Monday 7/6/2010 Page: 5

Pittwater High School, which generates the most solar energy of any public school in the state from 22 kWs of photovoltaic panels on its roofs, said the scheme took away the incentive to keep aiming for its goal of becoming carbon neutral. "I don't know why schools should be disadvantaged for putting on as many panels as possible; they should have the same incentives as any resident," the school's solar project co-ordinator, Bill Holland, said. "It feels like we are being penalised for trying to do the right thing."
Under the scheme, which began in January and will run for seven years, the school gets just 7¢ a kW hour for electricity it feeds back into the grid. It pays more than double that for energy it takes from the grid. NSW introduced the feed-in tariff system late last year for households that generate renewable power, and the payment rate of 60¢ a kW hour of energy is among the most generous in the country. But it excludes schools such as Pittwater that have kept installing panels. The school now generates about 30% of its power from sunshine.
"Pittwater High School has made an enormous investment in its solar future, only to be punished for being too large and producing too much solar energy," said the Liberal MP for Pittwater, Rob Stokes. Industry and Investment NSW, the government agency that administers the solar bonus scheme, said it supported schools taking part if they were eligible, but the 10-kW cutoff would remain.
"In designing the scheme, careful consideration was given in balancing the cost impacts of the scheme on consumers against the objective of encouraging uptake," a spokesman for the agency said. "Hence the final scheme design focuses on small customers and having a 10-kW capacity limit for generators." The opposition is calling on the government to modify the scheme so all schools are eligible for the full rebate.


_What the exercise asks_.
Keep the pictures out and restate every record exactly.
── Task input
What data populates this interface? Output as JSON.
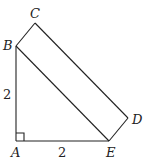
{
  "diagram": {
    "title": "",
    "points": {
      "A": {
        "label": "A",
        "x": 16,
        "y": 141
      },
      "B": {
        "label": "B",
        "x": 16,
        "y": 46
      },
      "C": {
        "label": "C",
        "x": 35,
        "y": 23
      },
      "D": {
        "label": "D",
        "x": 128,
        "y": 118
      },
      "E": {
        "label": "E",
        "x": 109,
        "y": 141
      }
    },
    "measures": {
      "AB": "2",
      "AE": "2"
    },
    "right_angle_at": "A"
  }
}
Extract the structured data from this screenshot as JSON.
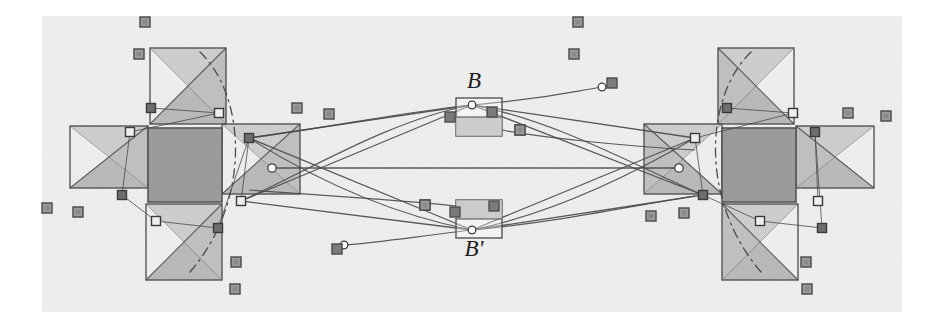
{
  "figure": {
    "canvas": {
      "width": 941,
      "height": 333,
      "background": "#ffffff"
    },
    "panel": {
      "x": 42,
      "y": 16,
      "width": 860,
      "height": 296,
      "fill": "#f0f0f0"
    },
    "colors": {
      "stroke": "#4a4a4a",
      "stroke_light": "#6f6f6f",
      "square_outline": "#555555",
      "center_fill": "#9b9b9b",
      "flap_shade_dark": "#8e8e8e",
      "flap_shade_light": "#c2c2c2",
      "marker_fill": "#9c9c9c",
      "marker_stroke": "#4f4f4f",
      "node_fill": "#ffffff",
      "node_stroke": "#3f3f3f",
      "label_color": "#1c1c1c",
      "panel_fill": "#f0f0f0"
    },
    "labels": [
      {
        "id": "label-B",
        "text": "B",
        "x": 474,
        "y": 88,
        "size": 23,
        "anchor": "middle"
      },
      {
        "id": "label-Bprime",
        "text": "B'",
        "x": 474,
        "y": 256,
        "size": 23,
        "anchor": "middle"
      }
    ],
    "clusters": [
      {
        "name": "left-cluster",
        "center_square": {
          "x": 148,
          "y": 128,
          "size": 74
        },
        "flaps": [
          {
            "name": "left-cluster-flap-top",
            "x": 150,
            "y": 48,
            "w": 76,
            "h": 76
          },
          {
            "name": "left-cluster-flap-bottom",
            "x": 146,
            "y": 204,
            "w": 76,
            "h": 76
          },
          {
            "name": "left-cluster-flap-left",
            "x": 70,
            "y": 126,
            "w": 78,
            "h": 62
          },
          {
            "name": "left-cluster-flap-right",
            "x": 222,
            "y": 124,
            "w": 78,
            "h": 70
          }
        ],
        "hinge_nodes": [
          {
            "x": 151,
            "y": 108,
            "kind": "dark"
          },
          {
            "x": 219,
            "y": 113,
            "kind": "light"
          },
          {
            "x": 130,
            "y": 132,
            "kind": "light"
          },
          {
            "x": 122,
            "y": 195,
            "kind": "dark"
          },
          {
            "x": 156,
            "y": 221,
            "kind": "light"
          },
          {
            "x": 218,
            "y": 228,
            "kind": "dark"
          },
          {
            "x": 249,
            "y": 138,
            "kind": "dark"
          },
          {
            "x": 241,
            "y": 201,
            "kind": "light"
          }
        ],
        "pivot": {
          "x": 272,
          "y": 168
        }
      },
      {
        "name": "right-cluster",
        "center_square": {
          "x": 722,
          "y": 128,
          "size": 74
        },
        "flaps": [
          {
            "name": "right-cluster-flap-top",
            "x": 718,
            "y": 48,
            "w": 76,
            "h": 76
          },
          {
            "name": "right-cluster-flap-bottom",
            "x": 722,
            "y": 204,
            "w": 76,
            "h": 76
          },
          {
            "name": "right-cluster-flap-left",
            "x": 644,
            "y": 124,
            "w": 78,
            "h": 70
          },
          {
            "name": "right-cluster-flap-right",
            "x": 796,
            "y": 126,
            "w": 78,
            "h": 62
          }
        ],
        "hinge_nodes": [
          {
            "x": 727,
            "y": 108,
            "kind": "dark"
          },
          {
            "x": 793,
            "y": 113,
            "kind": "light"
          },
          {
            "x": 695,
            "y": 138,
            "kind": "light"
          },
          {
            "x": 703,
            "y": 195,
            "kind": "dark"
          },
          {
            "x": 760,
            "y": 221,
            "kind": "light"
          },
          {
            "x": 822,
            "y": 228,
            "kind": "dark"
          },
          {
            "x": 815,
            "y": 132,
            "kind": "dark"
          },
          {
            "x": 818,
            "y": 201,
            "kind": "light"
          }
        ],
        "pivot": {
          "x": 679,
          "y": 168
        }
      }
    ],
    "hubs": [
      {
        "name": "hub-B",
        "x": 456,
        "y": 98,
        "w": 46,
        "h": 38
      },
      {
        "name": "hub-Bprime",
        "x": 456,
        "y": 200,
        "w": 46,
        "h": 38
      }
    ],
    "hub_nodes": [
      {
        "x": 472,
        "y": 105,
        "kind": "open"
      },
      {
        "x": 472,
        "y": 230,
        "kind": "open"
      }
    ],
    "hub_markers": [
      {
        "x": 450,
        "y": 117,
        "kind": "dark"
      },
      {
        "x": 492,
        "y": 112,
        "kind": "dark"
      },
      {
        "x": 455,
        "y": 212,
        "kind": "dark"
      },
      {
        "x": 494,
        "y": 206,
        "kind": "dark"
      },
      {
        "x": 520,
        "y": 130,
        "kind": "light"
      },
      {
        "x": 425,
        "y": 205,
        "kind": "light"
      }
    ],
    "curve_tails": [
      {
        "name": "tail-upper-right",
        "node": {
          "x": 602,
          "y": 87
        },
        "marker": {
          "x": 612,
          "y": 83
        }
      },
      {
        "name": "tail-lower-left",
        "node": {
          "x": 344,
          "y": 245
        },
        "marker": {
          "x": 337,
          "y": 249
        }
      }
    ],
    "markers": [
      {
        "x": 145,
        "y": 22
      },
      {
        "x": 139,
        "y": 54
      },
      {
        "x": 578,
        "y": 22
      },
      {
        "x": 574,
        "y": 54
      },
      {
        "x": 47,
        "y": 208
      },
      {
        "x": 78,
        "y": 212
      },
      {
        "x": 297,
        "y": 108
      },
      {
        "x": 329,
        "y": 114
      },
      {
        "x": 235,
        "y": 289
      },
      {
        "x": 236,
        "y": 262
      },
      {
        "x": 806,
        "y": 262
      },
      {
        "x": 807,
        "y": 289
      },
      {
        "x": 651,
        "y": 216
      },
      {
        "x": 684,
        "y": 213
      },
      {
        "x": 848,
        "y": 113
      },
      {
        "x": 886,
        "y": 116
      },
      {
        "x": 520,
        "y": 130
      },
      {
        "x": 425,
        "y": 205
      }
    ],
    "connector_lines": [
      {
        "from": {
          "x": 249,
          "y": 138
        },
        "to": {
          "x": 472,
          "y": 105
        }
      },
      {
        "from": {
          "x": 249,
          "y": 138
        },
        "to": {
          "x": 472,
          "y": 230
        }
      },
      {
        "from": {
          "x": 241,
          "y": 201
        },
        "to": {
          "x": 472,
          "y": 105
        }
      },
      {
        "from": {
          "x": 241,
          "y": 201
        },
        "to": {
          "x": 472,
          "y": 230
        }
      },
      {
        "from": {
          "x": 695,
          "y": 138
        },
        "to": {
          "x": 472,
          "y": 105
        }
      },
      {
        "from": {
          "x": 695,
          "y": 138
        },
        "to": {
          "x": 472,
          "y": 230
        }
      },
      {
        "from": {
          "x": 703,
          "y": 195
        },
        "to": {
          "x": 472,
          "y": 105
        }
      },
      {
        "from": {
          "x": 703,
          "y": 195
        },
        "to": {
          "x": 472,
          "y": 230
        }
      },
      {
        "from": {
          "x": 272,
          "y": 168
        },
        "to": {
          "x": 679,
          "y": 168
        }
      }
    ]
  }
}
────
_Exercise answer_.
What data populates this interface? Output as JSON.
{
  "diagram": {
    "title": "",
    "points": {
      "A": {
        "label": "A",
        "x": 16,
        "y": 141
      },
      "B": {
        "label": "B",
        "x": 16,
        "y": 46
      },
      "C": {
        "label": "C",
        "x": 35,
        "y": 23
      },
      "D": {
        "label": "D",
        "x": 128,
        "y": 118
      },
      "E": {
        "label": "E",
        "x": 109,
        "y": 141
      }
    },
    "measures": {
      "AB": "2",
      "AE": "2"
    },
    "right_angle_at": "A"
  }
}
Extract the structured data from this screenshot as JSON.
{
  "figure": {
    "canvas": {
      "width": 941,
      "height": 333,
      "background": "#ffffff"
    },
    "panel": {
      "x": 42,
      "y": 16,
      "width": 860,
      "height": 296,
      "fill": "#f0f0f0"
    },
    "colors": {
      "stroke": "#4a4a4a",
      "stroke_light": "#6f6f6f",
      "square_outline": "#555555",
      "center_fill": "#9b9b9b",
      "flap_shade_dark": "#8e8e8e",
      "flap_shade_light": "#c2c2c2",
      "marker_fill": "#9c9c9c",
      "marker_stroke": "#4f4f4f",
      "node_fill": "#ffffff",
      "node_stroke": "#3f3f3f",
      "label_color": "#1c1c1c",
      "panel_fill": "#f0f0f0"
    },
    "labels": [
      {
        "id": "label-B",
        "text": "B",
        "x": 474,
        "y": 88,
        "size": 23,
        "anchor": "middle"
      },
      {
        "id": "label-Bprime",
        "text": "B'",
        "x": 474,
        "y": 256,
        "size": 23,
        "anchor": "middle"
      }
    ],
    "clusters": [
      {
        "name": "left-cluster",
        "center_square": {
          "x": 148,
          "y": 128,
          "size": 74
        },
        "flaps": [
          {
            "name": "left-cluster-flap-top",
            "x": 150,
            "y": 48,
            "w": 76,
            "h": 76
          },
          {
            "name": "left-cluster-flap-bottom",
            "x": 146,
            "y": 204,
            "w": 76,
            "h": 76
          },
          {
            "name": "left-cluster-flap-left",
            "x": 70,
            "y": 126,
            "w": 78,
            "h": 62
          },
          {
            "name": "left-cluster-flap-right",
            "x": 222,
            "y": 124,
            "w": 78,
            "h": 70
          }
        ],
        "hinge_nodes": [
          {
            "x": 151,
            "y": 108,
            "kind": "dark"
          },
          {
            "x": 219,
            "y": 113,
            "kind": "light"
          },
          {
            "x": 130,
            "y": 132,
            "kind": "light"
          },
          {
            "x": 122,
            "y": 195,
            "kind": "dark"
          },
          {
            "x": 156,
            "y": 221,
            "kind": "light"
          },
          {
            "x": 218,
            "y": 228,
            "kind": "dark"
          },
          {
            "x": 249,
            "y": 138,
            "kind": "dark"
          },
          {
            "x": 241,
            "y": 201,
            "kind": "light"
          }
        ],
        "pivot": {
          "x": 272,
          "y": 168
        }
      },
      {
        "name": "right-cluster",
        "center_square": {
          "x": 722,
          "y": 128,
          "size": 74
        },
        "flaps": [
          {
            "name": "right-cluster-flap-top",
            "x": 718,
            "y": 48,
            "w": 76,
            "h": 76
          },
          {
            "name": "right-cluster-flap-bottom",
            "x": 722,
            "y": 204,
            "w": 76,
            "h": 76
          },
          {
            "name": "right-cluster-flap-left",
            "x": 644,
            "y": 124,
            "w": 78,
            "h": 70
          },
          {
            "name": "right-cluster-flap-right",
            "x": 796,
            "y": 126,
            "w": 78,
            "h": 62
          }
        ],
        "hinge_nodes": [
          {
            "x": 727,
            "y": 108,
            "kind": "dark"
          },
          {
            "x": 793,
            "y": 113,
            "kind": "light"
          },
          {
            "x": 695,
            "y": 138,
            "kind": "light"
          },
          {
            "x": 703,
            "y": 195,
            "kind": "dark"
          },
          {
            "x": 760,
            "y": 221,
            "kind": "light"
          },
          {
            "x": 822,
            "y": 228,
            "kind": "dark"
          },
          {
            "x": 815,
            "y": 132,
            "kind": "dark"
          },
          {
            "x": 818,
            "y": 201,
            "kind": "light"
          }
        ],
        "pivot": {
          "x": 679,
          "y": 168
        }
      }
    ],
    "hubs": [
      {
        "name": "hub-B",
        "x": 456,
        "y": 98,
        "w": 46,
        "h": 38
      },
      {
        "name": "hub-Bprime",
        "x": 456,
        "y": 200,
        "w": 46,
        "h": 38
      }
    ],
    "hub_nodes": [
      {
        "x": 472,
        "y": 105,
        "kind": "open"
      },
      {
        "x": 472,
        "y": 230,
        "kind": "open"
      }
    ],
    "hub_markers": [
      {
        "x": 450,
        "y": 117,
        "kind": "dark"
      },
      {
        "x": 492,
        "y": 112,
        "kind": "dark"
      },
      {
        "x": 455,
        "y": 212,
        "kind": "dark"
      },
      {
        "x": 494,
        "y": 206,
        "kind": "dark"
      },
      {
        "x": 520,
        "y": 130,
        "kind": "light"
      },
      {
        "x": 425,
        "y": 205,
        "kind": "light"
      }
    ],
    "curve_tails": [
      {
        "name": "tail-upper-right",
        "node": {
          "x": 602,
          "y": 87
        },
        "marker": {
          "x": 612,
          "y": 83
        }
      },
      {
        "name": "tail-lower-left",
        "node": {
          "x": 344,
          "y": 245
        },
        "marker": {
          "x": 337,
          "y": 249
        }
      }
    ],
    "markers": [
      {
        "x": 145,
        "y": 22
      },
      {
        "x": 139,
        "y": 54
      },
      {
        "x": 578,
        "y": 22
      },
      {
        "x": 574,
        "y": 54
      },
      {
        "x": 47,
        "y": 208
      },
      {
        "x": 78,
        "y": 212
      },
      {
        "x": 297,
        "y": 108
      },
      {
        "x": 329,
        "y": 114
      },
      {
        "x": 235,
        "y": 289
      },
      {
        "x": 236,
        "y": 262
      },
      {
        "x": 806,
        "y": 262
      },
      {
        "x": 807,
        "y": 289
      },
      {
        "x": 651,
        "y": 216
      },
      {
        "x": 684,
        "y": 213
      },
      {
        "x": 848,
        "y": 113
      },
      {
        "x": 886,
        "y": 116
      },
      {
        "x": 520,
        "y": 130
      },
      {
        "x": 425,
        "y": 205
      }
    ],
    "connector_lines": [
      {
        "from": {
          "x": 249,
          "y": 138
        },
        "to": {
          "x": 472,
          "y": 105
        }
      },
      {
        "from": {
          "x": 249,
          "y": 138
        },
        "to": {
          "x": 472,
          "y": 230
        }
      },
      {
        "from": {
          "x": 241,
          "y": 201
        },
        "to": {
          "x": 472,
          "y": 105
        }
      },
      {
        "from": {
          "x": 241,
          "y": 201
        },
        "to": {
          "x": 472,
          "y": 230
        }
      },
      {
        "from": {
          "x": 695,
          "y": 138
        },
        "to": {
          "x": 472,
          "y": 105
        }
      },
      {
        "from": {
          "x": 695,
          "y": 138
        },
        "to": {
          "x": 472,
          "y": 230
        }
      },
      {
        "from": {
          "x": 703,
          "y": 195
        },
        "to": {
          "x": 472,
          "y": 105
        }
      },
      {
        "from": {
          "x": 703,
          "y": 195
        },
        "to": {
          "x": 472,
          "y": 230
        }
      },
      {
        "from": {
          "x": 272,
          "y": 168
        },
        "to": {
          "x": 679,
          "y": 168
        }
      }
    ]
  }
}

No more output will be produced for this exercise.